The electrons go backwards in time. ;)
As I read it, the shooter can see right into the operator's backyard from his deck. If he had looked around for 2 seconds he would have seen the operator. But no, his first thought was to get the shotgun and start shooting.
you are just trying to justify that the drone operator was correct on assumptions when this happened, you know now by the video of what the drone saw, but the thing is that you need to know this things when this was happening, not after
Are you saying shoot first, ask questions later?
If the guy didn't like the drone flying over his property he could have just talked to the operator. If he had real reason to think it was filming his daughters (presuming they are underaged), he should have contacted the police. Getting out your gun at the first sign something might be amiss isn't the way to handle things in a society of justice and laws.
Physical objects can't trespass and you don't own the airspace above your property.
I totally agree, there ought to be laws regarding this. But the fact there aren't yet such laws doesn't give every yokel with a shotgun the right to take the law into their own hands.
The problem is to get line to your property, they must run wires through property you don't own and likely will have to dig up city streets. I agree it should be much easier for companies to get approval to do this, but you're making it sound like it's only your property that comes into play.
It common sense to think that a flying something over someones property too high and too briefly to be taking pictures would be ignored by any rational human being.
You surmised my political beliefs based on that one short sentence?
A drone can't trespass, it didn't repeatedly come over the guy's property, and it was too high to being taking pictures of the sunbathers.
So you'd destroy someone's property on the chance that they might be recording you? Do you ask everyone who approaches you to put away their cellphones? Sheesh.
The drone operator in this case did nothing wrong. The drone was way too high to be filming the shooter and his family. It's pretty clear it stopped over the guy's property to re-orient, and the video didn't show any humans at all as the camera wasn't facing down. I could understand the guy shooting it down if it stayed there for a long period of time and/or was flying at a much lower height where it was obvious it was trying to film the family, but that wasn't the case here.
Shot at, no, but certainly many Glass owners were harassed, and a few attacked, despite the fact that it had a big red light that comes on when recording (unlike smartphones).
Wish I had mod points.
200 feet above ground is low altitude???
Except this drone was neither violating the law nor common sense.
So if someone is fiddling with their smartphone for more than 20 seconds, do you shoot them? They could be filming you after all.
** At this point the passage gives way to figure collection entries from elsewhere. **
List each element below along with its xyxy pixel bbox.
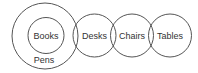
- pens-label: Pens: [34, 55, 55, 65]
- chairs-label: Chairs: [119, 31, 146, 41]
- desks-label: Desks: [82, 31, 108, 41]
- books-label: Books: [33, 31, 59, 41]
- tables-label: Tables: [157, 31, 184, 41]
- euler-diagram: Books Pens Desks Chairs Tables: [0, 0, 198, 73]
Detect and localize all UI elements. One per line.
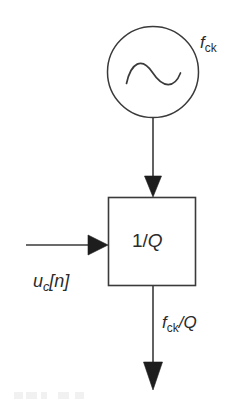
control-input-arrow: [26, 235, 108, 255]
figure-canvas: fck 1/Q uc[n] fck/Q: [0, 0, 239, 404]
fckq-subscript: ck: [167, 321, 179, 335]
clock-output-arrow: [144, 286, 163, 390]
divider-variable: Q: [148, 230, 163, 251]
divider-numerator: 1/: [132, 230, 148, 251]
divider-block-label: 1/Q: [132, 231, 163, 250]
oscillator-frequency-label: fck: [200, 34, 217, 54]
uc-base: u: [33, 271, 43, 291]
clock-input-arrowhead: [145, 176, 162, 197]
clock-output-label: fck/Q: [162, 314, 197, 334]
clock-input-arrow: [145, 118, 162, 197]
fckq-denominator: /Q: [179, 313, 197, 332]
control-input-arrowhead: [88, 235, 108, 255]
cropped-caption-remnant: [14, 392, 90, 399]
oscillator-source: [108, 27, 199, 118]
block-diagram-svg: [0, 0, 239, 404]
uc-index: [n]: [49, 271, 69, 291]
fck-subscript: ck: [205, 41, 217, 55]
control-input-label: uc[n]: [33, 272, 69, 293]
clock-output-arrowhead: [144, 362, 163, 390]
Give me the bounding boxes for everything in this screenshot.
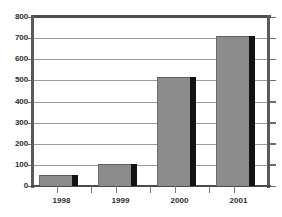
x-axis-tick-label: 1999 <box>97 196 145 205</box>
right-axis-tick <box>269 59 276 61</box>
bar-2001 <box>216 36 255 186</box>
y-axis-spine <box>31 15 34 188</box>
bar-1999 <box>98 164 137 186</box>
y-axis-labels: 8007006005004003002001000 <box>0 0 28 217</box>
x-axis-tick <box>234 186 235 193</box>
x-axis-tick-label: 2000 <box>156 196 204 205</box>
y-axis-tick-label: 0 <box>2 182 28 190</box>
y-axis-tick-label: 800 <box>2 13 28 21</box>
right-axis-tick <box>269 143 276 145</box>
right-axis-tick <box>269 122 276 124</box>
bar-shadow <box>249 36 255 186</box>
x-axis-boundary-tick <box>91 186 92 193</box>
y-axis-tick-label: 300 <box>2 119 28 127</box>
x-axis-tick-label: 2001 <box>215 196 263 205</box>
bar-shadow <box>72 175 78 186</box>
y-axis-tick-label: 100 <box>2 161 28 169</box>
right-axis-spine <box>267 15 270 188</box>
y-axis-tick-label: 400 <box>2 98 28 106</box>
clipped-chart-title <box>104 0 276 2</box>
right-axis-tick <box>269 101 276 103</box>
x-axis-tick-label: 1998 <box>38 196 86 205</box>
right-axis-tick <box>269 80 276 82</box>
y-axis-tick-label: 200 <box>2 140 28 148</box>
right-axis-tick <box>269 164 276 166</box>
right-axis-tick <box>269 38 276 40</box>
axis-top-rule <box>32 15 271 18</box>
y-axis-tick-label: 500 <box>2 76 28 84</box>
bar-2000 <box>157 77 196 186</box>
x-axis-tick <box>116 186 117 193</box>
bar-shadow <box>131 164 137 186</box>
x-axis-tick <box>175 186 176 193</box>
y-axis-tick-label: 600 <box>2 55 28 63</box>
y-axis-tick-label: 700 <box>2 34 28 42</box>
x-axis-tick <box>57 186 58 193</box>
bar-shadow <box>190 77 196 186</box>
x-axis-boundary-tick <box>209 186 210 193</box>
bar-1998 <box>39 175 78 186</box>
x-axis-boundary-tick <box>150 186 151 193</box>
bar-chart: 8007006005004003002001000 19981999200020… <box>0 0 282 217</box>
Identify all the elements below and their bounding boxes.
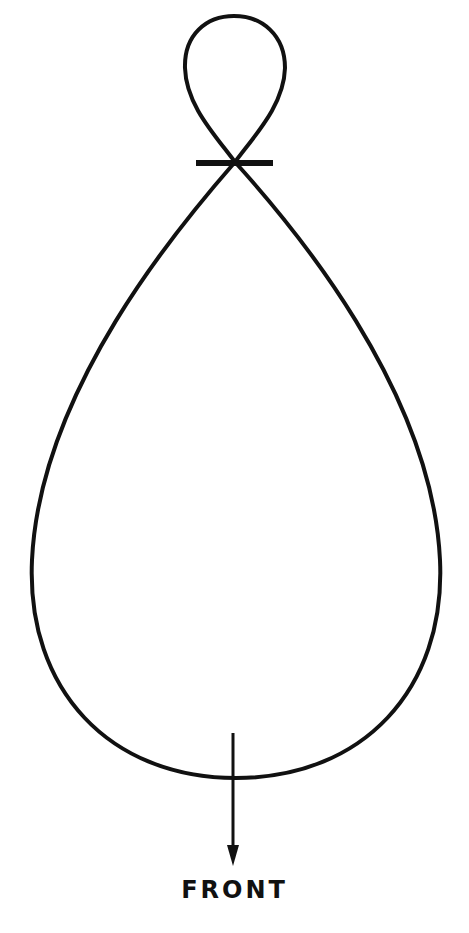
front-arrow-head-icon (227, 845, 239, 866)
polar-pattern-diagram (0, 0, 469, 933)
rear-lobe (185, 16, 285, 162)
front-direction-label: FRONT (0, 876, 469, 904)
front-lobe (32, 162, 441, 778)
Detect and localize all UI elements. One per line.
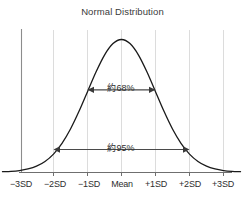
plot-area [0,0,245,200]
gridlines [54,30,224,172]
x-tick-label-plus1sd: +1SD [145,179,167,189]
annotation-95-arrowhead-right [183,146,190,152]
annotation-95-arrowhead-left [54,146,61,152]
x-tick-label-plus3sd: +3SD [212,179,234,189]
annotation-68-arrowhead-left [88,87,95,93]
normal-distribution-chart: Normal Distribution [0,0,245,200]
annotation-label-68: 約68% [107,81,134,94]
x-tick-label-minus2sd: −2SD [44,179,66,189]
x-tick-label-minus1sd: −1SD [78,179,100,189]
x-tick-label-minus3sd: −3SD [10,179,32,189]
annotation-68-arrowhead-right [149,87,156,93]
x-tick-label-plus2sd: +2SD [179,179,201,189]
x-tick-label-mean: Mean [111,179,133,189]
annotation-label-95: 約95% [107,141,134,154]
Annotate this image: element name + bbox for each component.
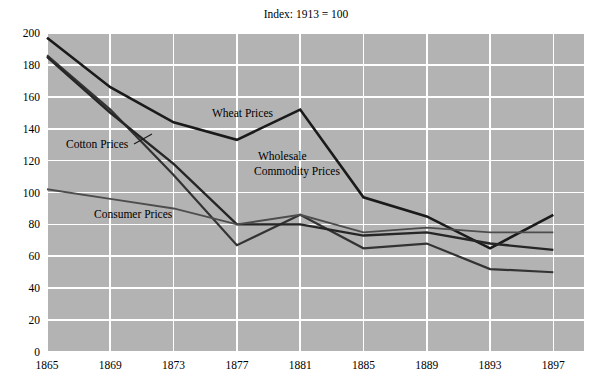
x-tick-label: 1885 [352, 359, 375, 371]
series-label-cotton-prices: Cotton Prices [66, 138, 129, 150]
series-label-wheat-prices: Wheat Prices [212, 107, 274, 119]
x-tick-label: 1877 [225, 359, 248, 371]
x-axis-tick-labels: 186518691873187718811885188918931897 [36, 359, 566, 371]
y-tick-label: 40 [29, 282, 41, 294]
x-tick-label: 1865 [36, 359, 59, 371]
series-label-wholesale-commodity-prices-line2: Commodity Prices [254, 165, 340, 178]
y-tick-label: 160 [23, 91, 41, 103]
y-tick-label: 100 [23, 187, 41, 199]
series-label-consumer-prices: Consumer Prices [94, 208, 173, 220]
y-tick-label: 120 [23, 155, 41, 167]
y-tick-label: 20 [29, 314, 41, 326]
y-tick-label: 60 [29, 250, 41, 262]
x-tick-label: 1889 [415, 359, 438, 371]
x-tick-label: 1881 [289, 359, 312, 371]
y-tick-label: 0 [34, 346, 40, 358]
x-tick-label: 1893 [479, 359, 502, 371]
y-tick-label: 140 [23, 123, 41, 135]
x-tick-label: 1897 [542, 359, 565, 371]
chart-container: Index: 1913 = 100 0204060801001201401601… [0, 0, 613, 389]
x-tick-label: 1873 [162, 359, 185, 371]
x-tick-label: 1869 [99, 359, 122, 371]
series-label-wholesale-commodity-prices: Wholesale [258, 150, 307, 162]
chart-title: Index: 1913 = 100 [264, 8, 349, 20]
y-tick-label: 200 [23, 27, 41, 39]
y-tick-label: 180 [23, 59, 41, 71]
price-index-line-chart: Index: 1913 = 100 0204060801001201401601… [0, 0, 613, 389]
y-tick-label: 80 [29, 218, 41, 230]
Agreed. Once you understand how to use async/await, you realize how much easier it is than the old ways.
That's baloney... you CAN run their modems in bridge mode. Check their forums, people do it all the time.
The option to disable the hotspot was there before the lawsuit... the article you linked even says so. I think it was harder to find back then though. Still doesn't change the fact that nobody is "forced" to act as a hotspot.
Netflix recently started showing ads (just ads for their own original shows, they aren't selling ad space) at the start or end of videos, but they are rare, rare enough I've yet to see one myself.
"What would happen if Microsoft patched the OS so that you saw a streamed advertisement at the beginning of each game you played?"
Microsoft would lose a ton of customers to Sony and have to stop doing it. It would be a different story if Microsoft was the only console maker.